Date: Sat, 27 Mar 1999 19:15:49 -0600 (CST)
From: MichaelP <papadop@peak.org>
Subject: Balkans: A little history
Article: 58980
To: undisclosed-recipients:;
Message-ID: <bulk.9672.19990328181617@chumbly.math.missouri.edu>

A proud people who built aqueducts by eye

By Jason Goodwin, Independent (London), 26 March 1999

Bursting out of Anatolia in the 14th century, the Ottoman Turks conquered the whole Balkan peninsula, from the Adriatic to the Black Sea. By the time Mehmed the Conqueror took Constantinople (Istanbul) in 1453, most of Europe's Orthodox population was under Ottoman rule. In 1517 the empire swept up the heartlands of Islam—Syria, Arabia, and Egypt, along with the Holy Cities of Mecca and Medina. In Europe, Belgrade held out until 1524, but it was captured by Suleiman the Magnificent, whose armies overran Hungary and laid siege to Vienna.

Ottoman rule brought peace and prosperity. Christians and Jews were given religious autonomy under the Sultan. The Ottomans themselves were composed of Christian youths, who were picked from the villages, marched to Istanbul, persuaded to discard their faith, and trained as functionaries or soldiers, the famous janissaries. It was a stern meritocracy which owed nothing to faith or birth; the shepherd's son could rise to become Grand Vizier, through a lifetime's training and service.

Many Ottoman dignitaries were Albanian. Albanians were always dirt-poor. They were also proud and quarrelsome. Their conduct was governed by a harsh, Homeric code of honour and vengeance, known as the Law of Lek, which taught them how to live in a remote corner of the world. When the Ottomans began to invade their mountains in the 1450s, they rallied under their leader Skanderbeg and held them off right up to the old chieftain's death in 1462.

After that, they became enthusiastic supporters of the Ottoman Empire, sharp at exploiting the wide horizons which the Ottomans opened up. Many of them converted to Islam, though by the 18th century some had become so confused that they “declare they are utterly unable to judge which is best, and go to the mosque on Fridays and the church on Sundays”. By then, Constantinople was mired in corruption and intrigue, and these wild mountaineers were highly valued for their love of fighting and their fierce sense of honour, which included “besa”, an unshakeable oath of loyalty.

Lady Mary Wortley Montagu in 1717, like Byron a century later, adored their dress sense, but the Ottomans admired their practical abilities—one of which was to build perfect aqueducts by eye. “Without any mathematical learning, precepts, or instruments,” a contemporary wrote,

they make these Aqueducts, measure the height of mountains and distance of places more exactly than a geometrician can, and judge very well the quality and quantity of water. When they are asked the grounds of this art, they know not what you mean, nor can explain themselves.

In 1682 the Ottomans made their second attempt to capture Vienna, and their spectacular failure there condemned the empire to recognise its limits. Gradually it declined into mere provincialism, so that by the 18th century the old empire had been transformed by the rise of local warlords, jockeying for imperial rewards. One effect was the rise of nationalism, which in the end doomed the Ottomans to extinction (Turkish nationalism, organised by Ataturk in the 1920s, delivered the coup de grace).

The Albanians were far too riddled with vendettas, and too fond of easy pickings abroad, to have much interest in nationalism themselves. Albanians had become the Ottomans' best card against the insurrectionist Greeks, unleashed on them with devastating effect.

In the 19th century, they had five separate and competing alphabets, one of which had 50 letters; and both Ottoman and foreign observers tended to think of Albania as a (criminal) profession rather than a country. Edward Lear found the Albanians very uncongenial when he travelled through the province in 1848; but I have been offered a promise of safety by them quite recently, and would rather have them as friends than otherwise, just as the Ottomans did.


● **What to work on**
Show me every line in the listing that has the word "Ductus".

● **Available records**

·····

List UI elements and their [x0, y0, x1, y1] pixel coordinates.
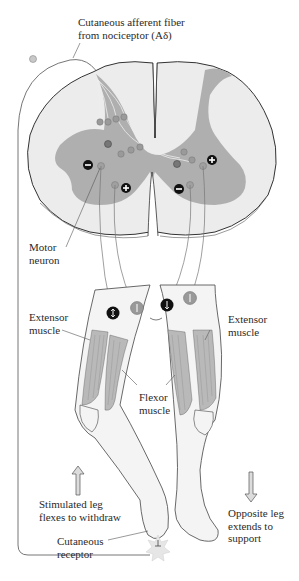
- inhibition-sign-right: [174, 184, 184, 194]
- right-flexor-badge-inhibited: [161, 299, 174, 312]
- afferent-fiber-label: Cutaneous afferent fiber from nociceptor…: [78, 16, 185, 41]
- left-extensor-label: Extensor muscle: [29, 311, 68, 336]
- afferent-label-leader: [73, 43, 80, 58]
- up-arrow-icon: [72, 466, 84, 495]
- flexor-label: Flexor muscle: [139, 391, 170, 416]
- left-extensor-badge-inhibited: [107, 307, 120, 320]
- right-extensor-label: Extensor muscle: [228, 313, 267, 338]
- excitation-sign-left: [121, 183, 131, 193]
- left-flexor-badge-excited: [131, 302, 144, 315]
- stimulated-leg-label: Stimulated leg flexes to withdraw: [39, 498, 121, 523]
- opposite-leg-label: Opposite leg extends to support: [228, 507, 284, 545]
- right-extensor-badge-excited: [184, 292, 197, 305]
- dorsal-root-ganglion: [30, 56, 37, 63]
- crotch-line: [150, 318, 162, 320]
- inhibition-sign-left: [83, 160, 93, 170]
- motor-neuron-label: Motor neuron: [29, 241, 60, 266]
- flexion-crossed-extension-reflex-diagram: [0, 0, 299, 581]
- stimulus-burst-icon: [146, 535, 170, 561]
- down-arrow-icon: [245, 472, 257, 502]
- cutaneous-receptor-label: Cutaneous receptor: [57, 535, 103, 560]
- excitation-sign-right: [207, 155, 217, 165]
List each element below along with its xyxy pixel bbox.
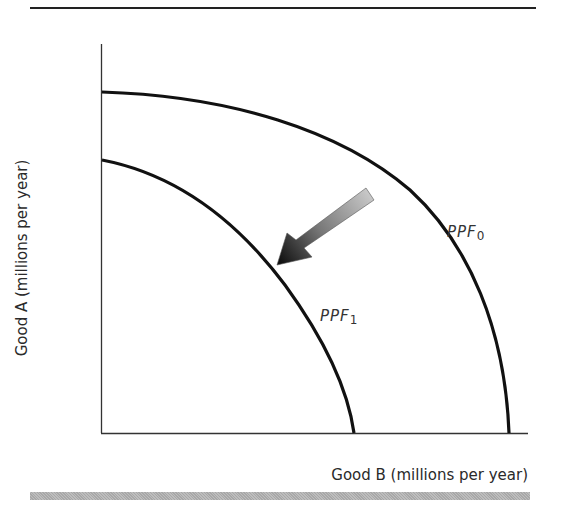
x-axis-label: Good B (millions per year): [331, 466, 528, 484]
ppf1-label-base: PPF: [320, 307, 350, 325]
bottom-rule: [30, 492, 530, 500]
ppf1-label-sub: 1: [350, 313, 358, 327]
ppf0-label-sub: 0: [477, 229, 485, 243]
ppf-plot: [0, 0, 586, 521]
shift-arrow-icon: [277, 188, 374, 265]
ppf0-label: PPF0: [447, 223, 484, 243]
ppf0-label-base: PPF: [447, 223, 477, 241]
y-axis-label: Good A (millions per year): [13, 160, 31, 357]
ppf0-curve: [102, 92, 509, 433]
ppf1-curve: [102, 160, 354, 433]
ppf1-label: PPF1: [320, 307, 357, 327]
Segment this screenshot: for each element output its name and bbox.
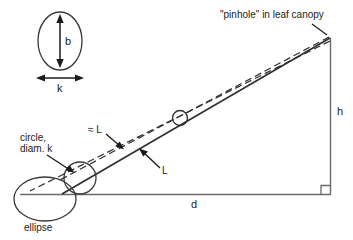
label-circle-line1: circle, bbox=[20, 132, 46, 144]
inset-group bbox=[36, 12, 84, 82]
leader-arrow-group bbox=[47, 24, 327, 173]
inset-horizontal-arrowhead-right bbox=[75, 74, 84, 81]
label-height-h: h bbox=[337, 106, 343, 117]
leader-line-title bbox=[312, 24, 327, 35]
inset-vertical-arrowhead-top bbox=[56, 14, 63, 23]
label-L: L bbox=[162, 165, 168, 176]
diagram-graphics bbox=[0, 0, 353, 240]
triangle-group bbox=[20, 38, 331, 195]
title-pinhole-canopy: "pinhole" in leaf canopy bbox=[220, 9, 324, 20]
upper-bounding-ray-dashed bbox=[58, 37, 329, 181]
inset-vertical-arrowhead-bottom bbox=[56, 59, 63, 68]
inset-horizontal-arrowhead-left bbox=[36, 74, 45, 81]
label-distance-d: d bbox=[191, 199, 197, 210]
label-circle-line2: diam. k bbox=[20, 143, 52, 155]
lower-bounding-ray-dashed bbox=[30, 41, 330, 191]
right-angle-marker bbox=[321, 186, 331, 195]
midway-circle bbox=[173, 111, 188, 126]
ray-group bbox=[30, 37, 330, 194]
ground-ellipse bbox=[14, 177, 76, 221]
leader-line-L bbox=[143, 152, 160, 168]
label-inset-b: b bbox=[65, 36, 71, 47]
diagram-canvas: "pinhole" in leaf canopy h d ≈ L L circl… bbox=[0, 0, 353, 240]
label-inset-k: k bbox=[57, 83, 63, 94]
leader-line-circle-label bbox=[47, 155, 70, 170]
label-ellipse: ellipse bbox=[24, 222, 52, 233]
label-approx-L: ≈ L bbox=[88, 124, 102, 135]
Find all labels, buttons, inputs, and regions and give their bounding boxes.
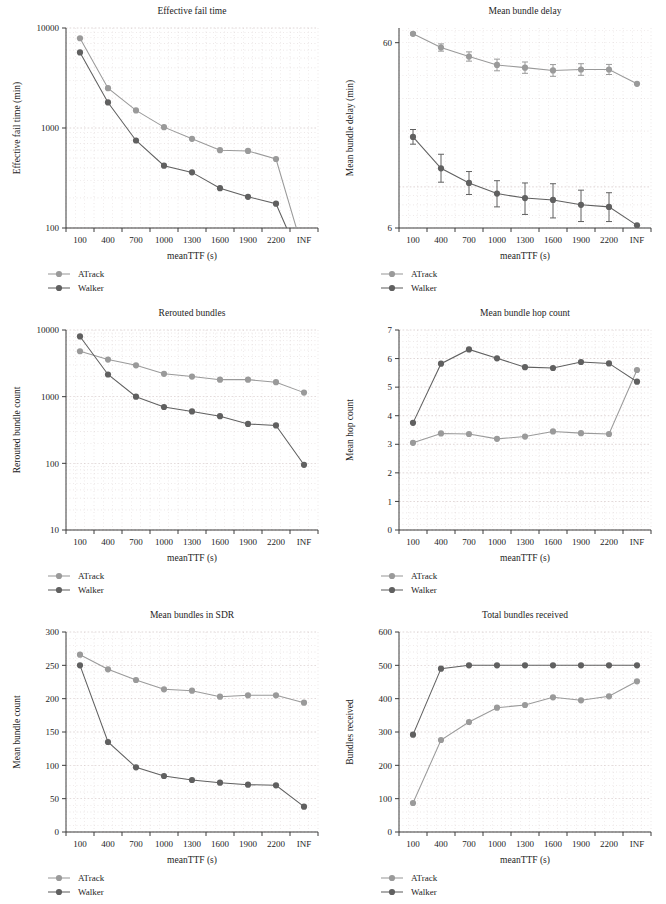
data-point [301, 265, 307, 271]
legend: ATrackWalker [381, 571, 438, 595]
series-atrack [410, 31, 640, 87]
y-tick-label: 1 [388, 497, 393, 507]
data-point [189, 169, 195, 175]
legend-label: ATrack [78, 269, 105, 279]
legend-label: Walker [78, 585, 104, 595]
legend-item-walker[interactable]: Walker [381, 887, 437, 897]
data-point [77, 49, 83, 55]
data-point [634, 678, 640, 684]
y-tick-label: 3 [388, 439, 393, 449]
data-point [438, 430, 444, 436]
data-point [550, 428, 556, 434]
legend-label: Walker [78, 887, 104, 897]
x-tick-label: INF [297, 839, 312, 849]
x-tick-label: INF [630, 839, 645, 849]
data-point [578, 66, 584, 72]
legend-item-walker[interactable]: Walker [48, 585, 104, 595]
legend-item-walker[interactable]: Walker [48, 283, 104, 293]
y-tick-label: 300 [46, 627, 60, 637]
data-point [217, 185, 223, 191]
x-tick-label: 400 [434, 537, 448, 547]
chart-title: Mean bundle delay [489, 6, 562, 16]
x-tick-label: 1000 [488, 235, 507, 245]
data-point [438, 737, 444, 743]
y-tick-label: 5 [388, 382, 393, 392]
data-point [466, 662, 472, 668]
x-tick-label: 1900 [572, 537, 591, 547]
legend-item-atrack[interactable]: ATrack [381, 571, 438, 581]
legend-label: Walker [411, 887, 437, 897]
grid-lines [66, 28, 318, 228]
data-point [522, 364, 528, 370]
series-walker [77, 333, 307, 468]
legend-marker [389, 271, 395, 277]
data-point [133, 137, 139, 143]
data-point [550, 67, 556, 73]
data-point [77, 35, 83, 41]
data-point [161, 371, 167, 377]
series-atrack [77, 348, 307, 396]
series-line [413, 681, 637, 803]
legend: ATrackWalker [48, 269, 105, 293]
y-tick-label: 150 [46, 727, 60, 737]
data-point [217, 377, 223, 383]
x-tick-label: 1600 [544, 537, 563, 547]
data-point [438, 165, 444, 171]
data-point [522, 702, 528, 708]
data-point [410, 800, 416, 806]
data-point [189, 688, 195, 694]
data-point [217, 694, 223, 700]
data-point [634, 662, 640, 668]
x-tick-label: 100 [73, 839, 87, 849]
x-tick-label: 1000 [155, 537, 174, 547]
x-tick-label: 1600 [544, 839, 563, 849]
data-point [161, 686, 167, 692]
x-tick-label: 1000 [488, 839, 507, 849]
data-point [410, 732, 416, 738]
y-tick-label: 0 [388, 525, 393, 535]
chart-panel-total-bundles-received: 0100200300400500600100400700100013001600… [333, 604, 666, 904]
data-point [245, 421, 251, 427]
data-point [578, 202, 584, 208]
legend-item-atrack[interactable]: ATrack [381, 269, 438, 279]
legend-item-atrack[interactable]: ATrack [381, 873, 438, 883]
y-tick-label: 1000 [41, 392, 60, 402]
legend-marker [56, 587, 62, 593]
legend-item-walker[interactable]: Walker [381, 283, 437, 293]
x-tick-label: 700 [129, 235, 143, 245]
x-tick-label: 1600 [211, 537, 230, 547]
legend-item-atrack[interactable]: ATrack [48, 571, 105, 581]
legend-item-walker[interactable]: Walker [48, 887, 104, 897]
x-tick-label: 1300 [516, 839, 535, 849]
y-tick-label: 60 [383, 38, 393, 48]
y-tick-label: 10000 [37, 23, 60, 33]
legend-marker [389, 285, 395, 291]
y-tick-label: 0 [388, 827, 393, 837]
x-tick-label: 2200 [600, 537, 619, 547]
data-point [578, 662, 584, 668]
axes [399, 330, 651, 530]
data-point [273, 379, 279, 385]
axes [66, 330, 318, 530]
x-tick-label: 1900 [572, 235, 591, 245]
data-point [410, 440, 416, 446]
series-walker [410, 662, 640, 738]
chart-panel-mean-bundle-delay: 66010040070010001300160019002200INFMean … [333, 0, 666, 302]
legend-item-atrack[interactable]: ATrack [48, 269, 105, 279]
legend-item-walker[interactable]: Walker [381, 585, 437, 595]
legend-item-atrack[interactable]: ATrack [48, 873, 105, 883]
x-tick-label: 1600 [544, 235, 563, 245]
data-point [301, 251, 307, 257]
data-point [133, 677, 139, 683]
legend-marker [389, 573, 395, 579]
x-axis-label: meanTTF (s) [500, 855, 550, 866]
data-point [217, 147, 223, 153]
data-point [161, 124, 167, 130]
x-tick-label: 700 [129, 839, 143, 849]
x-tick-label: 1000 [155, 235, 174, 245]
data-point [217, 780, 223, 786]
x-axis-label: meanTTF (s) [167, 553, 217, 564]
x-tick-label: 700 [462, 235, 476, 245]
legend-label: ATrack [411, 269, 438, 279]
data-point [273, 782, 279, 788]
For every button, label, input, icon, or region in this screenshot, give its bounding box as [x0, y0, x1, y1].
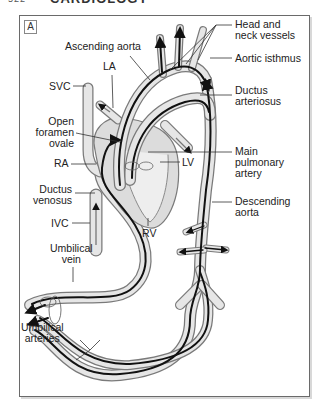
- label-line: arteries: [21, 333, 64, 344]
- label-line: neck vessels: [235, 30, 295, 41]
- label-ductus-venosus: Ductus venosus: [26, 184, 72, 206]
- label-aortic-isthmus: Aortic isthmus: [235, 53, 301, 64]
- label-ascending-aorta: Ascending aorta: [65, 41, 141, 52]
- label-rv: RV: [142, 228, 156, 239]
- label-ductus-arteriosus: Ductus arteriosus: [235, 85, 281, 107]
- label-main-pulmonary-artery: Main pulmonary artery: [235, 146, 284, 179]
- label-open-foramen-ovale: Open foramen ovale: [32, 116, 74, 149]
- label-ivc: IVC: [51, 218, 69, 229]
- label-line: artery: [235, 168, 284, 179]
- label-line: arteriosus: [235, 96, 281, 107]
- label-line: aorta: [235, 207, 290, 218]
- label-umbilical-arteries: Umbilical arteries: [21, 322, 64, 344]
- label-ra: RA: [54, 158, 69, 169]
- label-svc: SVC: [49, 81, 71, 92]
- label-lv: LV: [182, 157, 194, 168]
- label-line: ovale: [32, 138, 74, 149]
- label-descending-aorta: Descending aorta: [235, 196, 290, 218]
- label-line: venosus: [26, 195, 72, 206]
- label-line: vein: [50, 254, 93, 265]
- label-la: LA: [103, 61, 116, 72]
- label-head-neck-vessels: Head and neck vessels: [235, 19, 295, 41]
- label-umbilical-vein: Umbilical vein: [50, 243, 93, 265]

·····

● **Task response**
- label-ductus-venosus: Ductus venosus: [26, 184, 72, 206]
- label-ductus-arteriosus: Ductus arteriosus: [235, 85, 281, 107]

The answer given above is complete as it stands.